Markets and firms
Anne-Robert-Jacques Turgot (1727–81)
1759 French economist François Quesnay publishes Economic Table—a model that demonstrates the physiocrats’ economic theories.
1760s French physiocrat Guérineau de Saint-Péravy’s essay on the principles of taxation argues that the ratio of outputs to inputs is fixed.
1871 Austrian Carl Menger argues in Principles of Economics that price is determined at the margin.
1956 In A Contribution to the Theory of Economic Growth, US economist Robert Solow applies the idea of diminishing marginal returns to the growth prospects of countries.
Frenchman Anne-Robert-Jacques Turgot was one of a small group of thinkers known as the physiocrats, who believed that national wealth was created from agriculture.
Turgot’s twin interests in tax and the output of land led him to develop a theory that explains how the output of each extra worker changes as successive workers are added to the production process. A fellow physiocrat, Guérineau de Saint-Péravy, had said that for each extra worker on the land, the amount of additional output is constant; in other words each extra worker adds the same to production as the last. But in 1767, Turgot pointed out that unprepared soil produces very little when sowed. If the soil is plowed once, output increases; plowed twice, it might quadruple. Eventually, however, the extra work begins to increase output less and less, until additional workers add nothing further to production, because the fertility of the soil is exhausted.
"The earth’s fertility resembles a spring that is being pressed downward… the effect of additional weights will gradually diminish."
A R J Turgot
Turgot’s idea is that adding more of a variable factor (workers) to a fixed factor (land) will lead to the last worker adding less to output than the first. This has become known as “diminishing marginal returns,” and it is one of the most important pillars of modern economic theory. It explains not only why it costs more to produce more, but also why countries struggle to get richer if their population expands without improvements in technology.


▶ **WHAT YOU NEED TO DO**
Looking at the records below, count how many lines contain the string "Reports". Give that number alone.

▶ **RECORDS FOR THE EXERCISE**
# # #
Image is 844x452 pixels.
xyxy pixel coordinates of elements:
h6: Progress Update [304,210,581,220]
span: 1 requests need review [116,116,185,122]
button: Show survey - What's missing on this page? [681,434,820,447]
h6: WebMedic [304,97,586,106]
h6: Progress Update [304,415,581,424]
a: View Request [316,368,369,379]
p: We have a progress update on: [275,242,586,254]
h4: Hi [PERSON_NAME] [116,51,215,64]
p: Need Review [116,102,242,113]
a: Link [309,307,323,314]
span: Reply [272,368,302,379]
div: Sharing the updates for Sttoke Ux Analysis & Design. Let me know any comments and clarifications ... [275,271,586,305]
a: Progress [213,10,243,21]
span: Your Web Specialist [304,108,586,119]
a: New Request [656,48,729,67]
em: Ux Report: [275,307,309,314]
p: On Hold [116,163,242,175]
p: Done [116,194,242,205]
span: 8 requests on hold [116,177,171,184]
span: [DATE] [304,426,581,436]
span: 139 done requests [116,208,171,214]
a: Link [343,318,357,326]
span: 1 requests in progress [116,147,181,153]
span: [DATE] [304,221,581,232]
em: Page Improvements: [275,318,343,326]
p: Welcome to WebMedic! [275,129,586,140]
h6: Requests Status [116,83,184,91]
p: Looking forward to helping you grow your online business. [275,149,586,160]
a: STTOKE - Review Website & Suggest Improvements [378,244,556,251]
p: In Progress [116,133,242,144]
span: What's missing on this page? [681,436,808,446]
# # #
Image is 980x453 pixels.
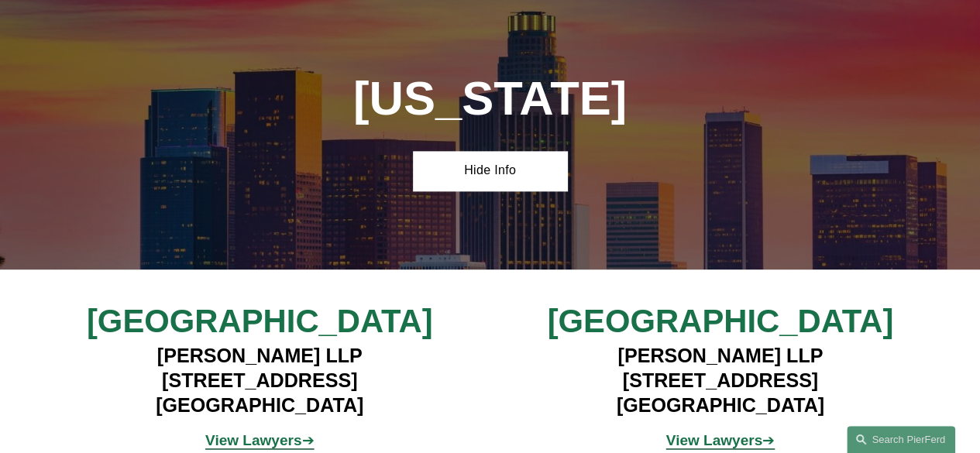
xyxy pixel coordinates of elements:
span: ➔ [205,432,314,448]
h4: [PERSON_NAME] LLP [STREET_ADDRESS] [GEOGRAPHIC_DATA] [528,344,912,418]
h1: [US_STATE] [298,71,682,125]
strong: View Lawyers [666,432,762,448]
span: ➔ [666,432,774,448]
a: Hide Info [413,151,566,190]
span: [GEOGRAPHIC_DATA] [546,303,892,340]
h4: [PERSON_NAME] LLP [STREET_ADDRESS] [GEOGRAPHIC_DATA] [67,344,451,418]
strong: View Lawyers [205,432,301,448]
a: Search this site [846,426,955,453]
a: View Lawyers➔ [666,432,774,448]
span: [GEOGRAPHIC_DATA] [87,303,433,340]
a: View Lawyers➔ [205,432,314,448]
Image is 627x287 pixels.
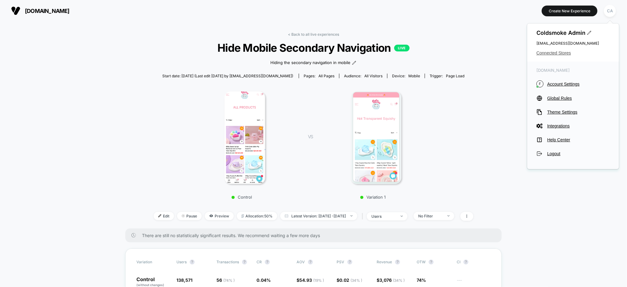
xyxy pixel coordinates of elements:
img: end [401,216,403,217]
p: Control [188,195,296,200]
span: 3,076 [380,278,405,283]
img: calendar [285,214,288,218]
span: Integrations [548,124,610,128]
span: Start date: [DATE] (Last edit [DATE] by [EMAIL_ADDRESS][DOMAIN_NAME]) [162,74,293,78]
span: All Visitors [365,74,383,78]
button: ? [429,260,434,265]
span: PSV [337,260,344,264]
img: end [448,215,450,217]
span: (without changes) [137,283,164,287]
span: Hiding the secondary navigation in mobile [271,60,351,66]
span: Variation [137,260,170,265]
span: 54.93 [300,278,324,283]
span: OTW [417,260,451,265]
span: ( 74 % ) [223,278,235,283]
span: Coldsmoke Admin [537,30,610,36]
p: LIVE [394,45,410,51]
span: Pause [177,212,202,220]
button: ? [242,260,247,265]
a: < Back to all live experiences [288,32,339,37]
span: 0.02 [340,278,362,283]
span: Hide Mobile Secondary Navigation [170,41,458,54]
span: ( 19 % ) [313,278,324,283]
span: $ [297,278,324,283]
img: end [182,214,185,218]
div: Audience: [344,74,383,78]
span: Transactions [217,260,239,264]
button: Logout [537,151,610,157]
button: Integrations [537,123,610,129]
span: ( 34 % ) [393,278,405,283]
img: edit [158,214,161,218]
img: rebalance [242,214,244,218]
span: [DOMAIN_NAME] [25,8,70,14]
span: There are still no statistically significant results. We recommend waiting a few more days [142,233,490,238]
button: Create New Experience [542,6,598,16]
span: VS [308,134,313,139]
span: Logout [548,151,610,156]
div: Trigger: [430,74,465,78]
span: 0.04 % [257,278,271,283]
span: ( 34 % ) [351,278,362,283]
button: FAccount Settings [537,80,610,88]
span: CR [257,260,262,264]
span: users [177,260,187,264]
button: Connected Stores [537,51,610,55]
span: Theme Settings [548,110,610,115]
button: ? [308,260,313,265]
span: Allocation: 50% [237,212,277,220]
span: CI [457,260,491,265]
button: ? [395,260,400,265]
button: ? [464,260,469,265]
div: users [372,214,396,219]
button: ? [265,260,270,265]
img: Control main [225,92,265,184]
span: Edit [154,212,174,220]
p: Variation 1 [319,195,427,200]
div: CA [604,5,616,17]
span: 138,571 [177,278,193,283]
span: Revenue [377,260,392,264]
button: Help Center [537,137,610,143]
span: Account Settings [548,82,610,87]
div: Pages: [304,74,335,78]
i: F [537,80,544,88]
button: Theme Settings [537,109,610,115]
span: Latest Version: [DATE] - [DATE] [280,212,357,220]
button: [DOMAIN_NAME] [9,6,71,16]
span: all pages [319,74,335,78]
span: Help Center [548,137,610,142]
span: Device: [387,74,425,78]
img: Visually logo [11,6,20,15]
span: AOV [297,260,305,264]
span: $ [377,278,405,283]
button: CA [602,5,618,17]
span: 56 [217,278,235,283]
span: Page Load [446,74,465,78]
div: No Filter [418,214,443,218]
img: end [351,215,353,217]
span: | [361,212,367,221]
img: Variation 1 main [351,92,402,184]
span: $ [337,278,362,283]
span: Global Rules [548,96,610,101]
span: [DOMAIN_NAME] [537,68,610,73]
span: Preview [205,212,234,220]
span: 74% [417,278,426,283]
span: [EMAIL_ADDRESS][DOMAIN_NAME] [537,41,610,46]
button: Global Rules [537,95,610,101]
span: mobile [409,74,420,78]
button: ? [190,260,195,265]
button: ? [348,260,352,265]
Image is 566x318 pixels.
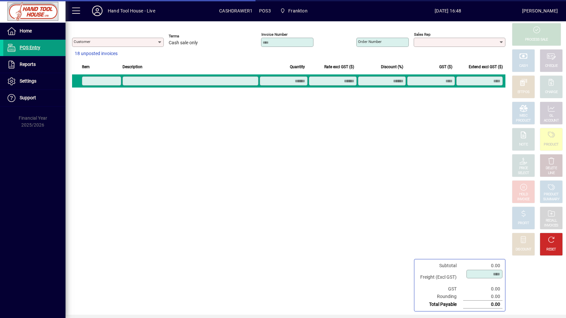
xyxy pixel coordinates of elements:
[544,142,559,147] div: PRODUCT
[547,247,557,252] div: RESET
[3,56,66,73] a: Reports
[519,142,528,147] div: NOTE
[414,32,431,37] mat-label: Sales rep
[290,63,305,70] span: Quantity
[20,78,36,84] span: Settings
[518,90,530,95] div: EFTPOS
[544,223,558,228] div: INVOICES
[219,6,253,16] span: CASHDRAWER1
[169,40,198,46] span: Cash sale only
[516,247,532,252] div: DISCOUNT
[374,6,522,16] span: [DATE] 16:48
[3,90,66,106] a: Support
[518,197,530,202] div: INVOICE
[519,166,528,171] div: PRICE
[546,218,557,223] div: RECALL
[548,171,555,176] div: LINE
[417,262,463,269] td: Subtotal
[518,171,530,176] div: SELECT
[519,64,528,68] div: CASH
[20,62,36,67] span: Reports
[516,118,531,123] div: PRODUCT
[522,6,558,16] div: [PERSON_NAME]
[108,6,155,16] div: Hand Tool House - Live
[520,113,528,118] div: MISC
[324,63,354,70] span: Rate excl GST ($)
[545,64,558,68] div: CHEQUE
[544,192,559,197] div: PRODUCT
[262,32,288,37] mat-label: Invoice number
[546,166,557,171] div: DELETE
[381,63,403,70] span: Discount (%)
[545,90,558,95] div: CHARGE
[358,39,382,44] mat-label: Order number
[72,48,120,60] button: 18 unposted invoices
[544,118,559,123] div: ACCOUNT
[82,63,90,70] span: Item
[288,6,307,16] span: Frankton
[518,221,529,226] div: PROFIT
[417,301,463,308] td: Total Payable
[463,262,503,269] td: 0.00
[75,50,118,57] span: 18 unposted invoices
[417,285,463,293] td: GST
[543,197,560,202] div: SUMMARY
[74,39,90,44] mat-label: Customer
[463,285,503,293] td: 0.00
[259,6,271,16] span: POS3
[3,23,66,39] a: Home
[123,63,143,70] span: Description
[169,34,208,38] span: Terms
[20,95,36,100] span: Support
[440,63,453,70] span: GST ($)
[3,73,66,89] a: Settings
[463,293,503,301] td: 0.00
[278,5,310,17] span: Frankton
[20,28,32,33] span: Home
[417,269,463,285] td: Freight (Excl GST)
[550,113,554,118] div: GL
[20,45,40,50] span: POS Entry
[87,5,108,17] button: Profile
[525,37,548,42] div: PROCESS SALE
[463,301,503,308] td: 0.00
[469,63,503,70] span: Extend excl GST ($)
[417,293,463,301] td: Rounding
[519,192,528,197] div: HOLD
# # #
▶ **RESPONSE AREA**
2